[TASK REQUIREMENTS]:
This exercise calls for the records to be repeated in full, exactly as written.

[Saved entries]:

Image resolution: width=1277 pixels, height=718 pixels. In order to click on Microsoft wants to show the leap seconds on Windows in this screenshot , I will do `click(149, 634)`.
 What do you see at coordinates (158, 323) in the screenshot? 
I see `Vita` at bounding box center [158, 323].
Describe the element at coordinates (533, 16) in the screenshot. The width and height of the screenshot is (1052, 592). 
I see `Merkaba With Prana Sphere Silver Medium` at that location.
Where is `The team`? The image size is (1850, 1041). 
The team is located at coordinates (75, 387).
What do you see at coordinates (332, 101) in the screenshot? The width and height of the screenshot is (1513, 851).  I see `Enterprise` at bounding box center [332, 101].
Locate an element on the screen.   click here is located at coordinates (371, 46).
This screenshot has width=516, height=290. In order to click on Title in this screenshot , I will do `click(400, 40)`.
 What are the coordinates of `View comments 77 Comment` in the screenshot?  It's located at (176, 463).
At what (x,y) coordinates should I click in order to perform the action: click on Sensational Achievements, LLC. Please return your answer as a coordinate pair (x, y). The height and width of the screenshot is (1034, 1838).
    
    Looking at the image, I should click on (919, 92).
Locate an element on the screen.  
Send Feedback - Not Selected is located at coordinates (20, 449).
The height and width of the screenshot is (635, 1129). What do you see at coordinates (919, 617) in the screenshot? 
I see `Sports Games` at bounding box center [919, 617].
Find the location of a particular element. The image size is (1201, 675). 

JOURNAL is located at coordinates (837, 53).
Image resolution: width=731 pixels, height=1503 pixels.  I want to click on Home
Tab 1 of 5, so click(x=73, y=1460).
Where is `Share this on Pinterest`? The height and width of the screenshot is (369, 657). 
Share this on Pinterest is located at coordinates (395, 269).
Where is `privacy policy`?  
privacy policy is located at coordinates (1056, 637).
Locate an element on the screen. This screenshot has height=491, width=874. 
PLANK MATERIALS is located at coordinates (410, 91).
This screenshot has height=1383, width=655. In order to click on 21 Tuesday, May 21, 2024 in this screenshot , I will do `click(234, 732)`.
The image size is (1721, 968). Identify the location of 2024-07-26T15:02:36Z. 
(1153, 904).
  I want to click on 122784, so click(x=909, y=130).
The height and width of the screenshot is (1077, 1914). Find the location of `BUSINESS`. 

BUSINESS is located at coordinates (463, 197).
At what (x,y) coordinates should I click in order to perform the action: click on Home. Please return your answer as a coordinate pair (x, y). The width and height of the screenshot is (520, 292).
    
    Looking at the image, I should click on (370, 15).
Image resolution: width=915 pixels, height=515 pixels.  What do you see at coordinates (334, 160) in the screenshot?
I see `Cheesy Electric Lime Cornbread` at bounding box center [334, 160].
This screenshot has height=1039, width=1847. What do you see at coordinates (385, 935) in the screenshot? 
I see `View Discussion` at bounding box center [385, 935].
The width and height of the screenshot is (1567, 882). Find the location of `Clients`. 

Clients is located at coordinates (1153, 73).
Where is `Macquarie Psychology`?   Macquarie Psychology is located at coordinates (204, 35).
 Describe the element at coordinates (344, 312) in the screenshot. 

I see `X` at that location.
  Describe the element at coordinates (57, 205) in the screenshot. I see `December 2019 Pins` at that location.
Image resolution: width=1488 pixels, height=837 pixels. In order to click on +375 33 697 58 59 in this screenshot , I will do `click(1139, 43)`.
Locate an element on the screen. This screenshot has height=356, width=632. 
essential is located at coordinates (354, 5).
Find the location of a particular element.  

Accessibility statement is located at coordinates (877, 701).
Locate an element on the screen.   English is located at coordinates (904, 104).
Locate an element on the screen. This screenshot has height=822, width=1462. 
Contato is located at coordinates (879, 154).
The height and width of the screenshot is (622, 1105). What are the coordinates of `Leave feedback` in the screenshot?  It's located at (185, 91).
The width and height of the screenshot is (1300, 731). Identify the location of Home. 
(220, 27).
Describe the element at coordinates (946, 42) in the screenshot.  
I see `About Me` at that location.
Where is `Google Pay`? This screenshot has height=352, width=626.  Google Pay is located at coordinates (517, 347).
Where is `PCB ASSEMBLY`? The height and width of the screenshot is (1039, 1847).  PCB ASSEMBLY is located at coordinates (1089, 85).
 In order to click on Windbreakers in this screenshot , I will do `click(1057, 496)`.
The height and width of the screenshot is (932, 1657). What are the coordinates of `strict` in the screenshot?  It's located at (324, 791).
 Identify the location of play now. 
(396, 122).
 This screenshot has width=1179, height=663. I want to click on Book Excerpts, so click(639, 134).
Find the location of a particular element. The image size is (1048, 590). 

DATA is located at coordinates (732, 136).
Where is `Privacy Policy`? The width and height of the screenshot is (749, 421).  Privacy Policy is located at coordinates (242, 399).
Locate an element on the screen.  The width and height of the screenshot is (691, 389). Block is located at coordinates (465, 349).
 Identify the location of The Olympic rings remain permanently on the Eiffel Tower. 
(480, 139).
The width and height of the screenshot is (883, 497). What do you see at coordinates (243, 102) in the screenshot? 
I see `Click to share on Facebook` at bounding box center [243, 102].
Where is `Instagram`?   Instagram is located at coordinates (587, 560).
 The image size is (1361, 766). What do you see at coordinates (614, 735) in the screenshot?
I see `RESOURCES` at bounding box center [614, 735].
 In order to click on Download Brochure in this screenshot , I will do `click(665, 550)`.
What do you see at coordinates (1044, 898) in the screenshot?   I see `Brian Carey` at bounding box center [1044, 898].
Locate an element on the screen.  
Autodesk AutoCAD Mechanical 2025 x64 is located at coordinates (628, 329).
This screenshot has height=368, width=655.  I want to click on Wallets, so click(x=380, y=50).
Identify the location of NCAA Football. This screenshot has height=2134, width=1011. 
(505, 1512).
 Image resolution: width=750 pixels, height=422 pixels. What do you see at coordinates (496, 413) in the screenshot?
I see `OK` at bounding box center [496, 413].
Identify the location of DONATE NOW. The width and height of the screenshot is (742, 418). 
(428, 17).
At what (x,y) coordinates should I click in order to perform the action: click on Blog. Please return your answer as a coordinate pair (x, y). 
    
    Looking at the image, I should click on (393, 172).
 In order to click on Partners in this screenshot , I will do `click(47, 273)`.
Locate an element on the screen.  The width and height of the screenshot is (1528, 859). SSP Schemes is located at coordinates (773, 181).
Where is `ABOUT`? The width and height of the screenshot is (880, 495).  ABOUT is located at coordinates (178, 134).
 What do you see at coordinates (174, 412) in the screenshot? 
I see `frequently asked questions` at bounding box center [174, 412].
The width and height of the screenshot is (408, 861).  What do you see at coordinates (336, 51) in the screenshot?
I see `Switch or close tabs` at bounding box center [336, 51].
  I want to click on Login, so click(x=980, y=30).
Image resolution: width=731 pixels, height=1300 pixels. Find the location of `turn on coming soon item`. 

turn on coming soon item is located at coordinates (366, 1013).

[EXERCISE RESULT]:
Image resolution: width=1277 pixels, height=718 pixels. In order to click on Microsoft wants to show the leap seconds on Windows in this screenshot , I will do `click(149, 634)`.
 What do you see at coordinates (158, 323) in the screenshot? 
I see `Vita` at bounding box center [158, 323].
Describe the element at coordinates (533, 16) in the screenshot. The width and height of the screenshot is (1052, 592). 
I see `Merkaba With Prana Sphere Silver Medium` at that location.
Where is `The team`? The image size is (1850, 1041). 
The team is located at coordinates (75, 387).
What do you see at coordinates (332, 101) in the screenshot? The width and height of the screenshot is (1513, 851).  I see `Enterprise` at bounding box center [332, 101].
Locate an element on the screen.   click here is located at coordinates (371, 46).
This screenshot has width=516, height=290. In order to click on Title in this screenshot , I will do `click(400, 40)`.
 What are the coordinates of `View comments 77 Comment` in the screenshot?  It's located at (176, 463).
At what (x,y) coordinates should I click in order to perform the action: click on Sensational Achievements, LLC. Please return your answer as a coordinate pair (x, y). The height and width of the screenshot is (1034, 1838).
    
    Looking at the image, I should click on (919, 92).
Locate an element on the screen.  
Send Feedback - Not Selected is located at coordinates (20, 449).
The height and width of the screenshot is (635, 1129). What do you see at coordinates (919, 617) in the screenshot? 
I see `Sports Games` at bounding box center [919, 617].
Find the location of a particular element. The image size is (1201, 675). 

JOURNAL is located at coordinates (837, 53).
Image resolution: width=731 pixels, height=1503 pixels.  I want to click on Home
Tab 1 of 5, so click(x=73, y=1460).
Where is `Share this on Pinterest`? The height and width of the screenshot is (369, 657). 
Share this on Pinterest is located at coordinates (395, 269).
Where is `privacy policy`?  
privacy policy is located at coordinates (1056, 637).
Locate an element on the screen. This screenshot has height=491, width=874. 
PLANK MATERIALS is located at coordinates (410, 91).
This screenshot has height=1383, width=655. In order to click on 21 Tuesday, May 21, 2024 in this screenshot , I will do `click(234, 732)`.
The image size is (1721, 968). Identify the location of 2024-07-26T15:02:36Z. 
(1153, 904).
  I want to click on 122784, so click(x=909, y=130).
The height and width of the screenshot is (1077, 1914). Find the location of `BUSINESS`. 

BUSINESS is located at coordinates (463, 197).
At what (x,y) coordinates should I click in order to perform the action: click on Home. Please return your answer as a coordinate pair (x, y). The width and height of the screenshot is (520, 292).
    
    Looking at the image, I should click on (370, 15).
Image resolution: width=915 pixels, height=515 pixels.  What do you see at coordinates (334, 160) in the screenshot?
I see `Cheesy Electric Lime Cornbread` at bounding box center [334, 160].
This screenshot has height=1039, width=1847. What do you see at coordinates (385, 935) in the screenshot? 
I see `View Discussion` at bounding box center [385, 935].
The width and height of the screenshot is (1567, 882). Find the location of `Clients`. 

Clients is located at coordinates (1153, 73).
Where is `Macquarie Psychology`?   Macquarie Psychology is located at coordinates (204, 35).
 Describe the element at coordinates (344, 312) in the screenshot. 

I see `X` at that location.
  Describe the element at coordinates (57, 205) in the screenshot. I see `December 2019 Pins` at that location.
Image resolution: width=1488 pixels, height=837 pixels. In order to click on +375 33 697 58 59 in this screenshot , I will do `click(1139, 43)`.
Locate an element on the screen. This screenshot has height=356, width=632. 
essential is located at coordinates (354, 5).
Find the location of a particular element.  

Accessibility statement is located at coordinates (877, 701).
Locate an element on the screen.   English is located at coordinates (904, 104).
Locate an element on the screen. This screenshot has height=822, width=1462. 
Contato is located at coordinates (879, 154).
The height and width of the screenshot is (622, 1105). What are the coordinates of `Leave feedback` in the screenshot?  It's located at (185, 91).
The width and height of the screenshot is (1300, 731). Identify the location of Home. 
(220, 27).
Describe the element at coordinates (946, 42) in the screenshot.  
I see `About Me` at that location.
Where is `Google Pay`? This screenshot has height=352, width=626.  Google Pay is located at coordinates (517, 347).
Where is `PCB ASSEMBLY`? The height and width of the screenshot is (1039, 1847).  PCB ASSEMBLY is located at coordinates (1089, 85).
 In order to click on Windbreakers in this screenshot , I will do `click(1057, 496)`.
The height and width of the screenshot is (932, 1657). What are the coordinates of `strict` in the screenshot?  It's located at (324, 791).
 Identify the location of play now. 
(396, 122).
 This screenshot has width=1179, height=663. I want to click on Book Excerpts, so click(639, 134).
Find the location of a particular element. The image size is (1048, 590). 

DATA is located at coordinates (732, 136).
Where is `Privacy Policy`? The width and height of the screenshot is (749, 421).  Privacy Policy is located at coordinates (242, 399).
Locate an element on the screen.  The width and height of the screenshot is (691, 389). Block is located at coordinates (465, 349).
 Identify the location of The Olympic rings remain permanently on the Eiffel Tower. 
(480, 139).
The width and height of the screenshot is (883, 497). What do you see at coordinates (243, 102) in the screenshot? 
I see `Click to share on Facebook` at bounding box center [243, 102].
Where is `Instagram`?   Instagram is located at coordinates (587, 560).
 The image size is (1361, 766). What do you see at coordinates (614, 735) in the screenshot?
I see `RESOURCES` at bounding box center [614, 735].
 In order to click on Download Brochure in this screenshot , I will do `click(665, 550)`.
What do you see at coordinates (1044, 898) in the screenshot?   I see `Brian Carey` at bounding box center [1044, 898].
Locate an element on the screen.  
Autodesk AutoCAD Mechanical 2025 x64 is located at coordinates (628, 329).
This screenshot has height=368, width=655.  I want to click on Wallets, so click(x=380, y=50).
Identify the location of NCAA Football. This screenshot has height=2134, width=1011. 
(505, 1512).
 Image resolution: width=750 pixels, height=422 pixels. What do you see at coordinates (496, 413) in the screenshot?
I see `OK` at bounding box center [496, 413].
Identify the location of DONATE NOW. The width and height of the screenshot is (742, 418). 
(428, 17).
At what (x,y) coordinates should I click in order to perform the action: click on Blog. Please return your answer as a coordinate pair (x, y). 
    
    Looking at the image, I should click on (393, 172).
 In order to click on Partners in this screenshot , I will do `click(47, 273)`.
Locate an element on the screen.  The width and height of the screenshot is (1528, 859). SSP Schemes is located at coordinates (773, 181).
Where is `ABOUT`? The width and height of the screenshot is (880, 495).  ABOUT is located at coordinates (178, 134).
 What do you see at coordinates (174, 412) in the screenshot? 
I see `frequently asked questions` at bounding box center [174, 412].
The width and height of the screenshot is (408, 861).  What do you see at coordinates (336, 51) in the screenshot?
I see `Switch or close tabs` at bounding box center [336, 51].
  I want to click on Login, so click(x=980, y=30).
Image resolution: width=731 pixels, height=1300 pixels. Find the location of `turn on coming soon item`. 

turn on coming soon item is located at coordinates (366, 1013).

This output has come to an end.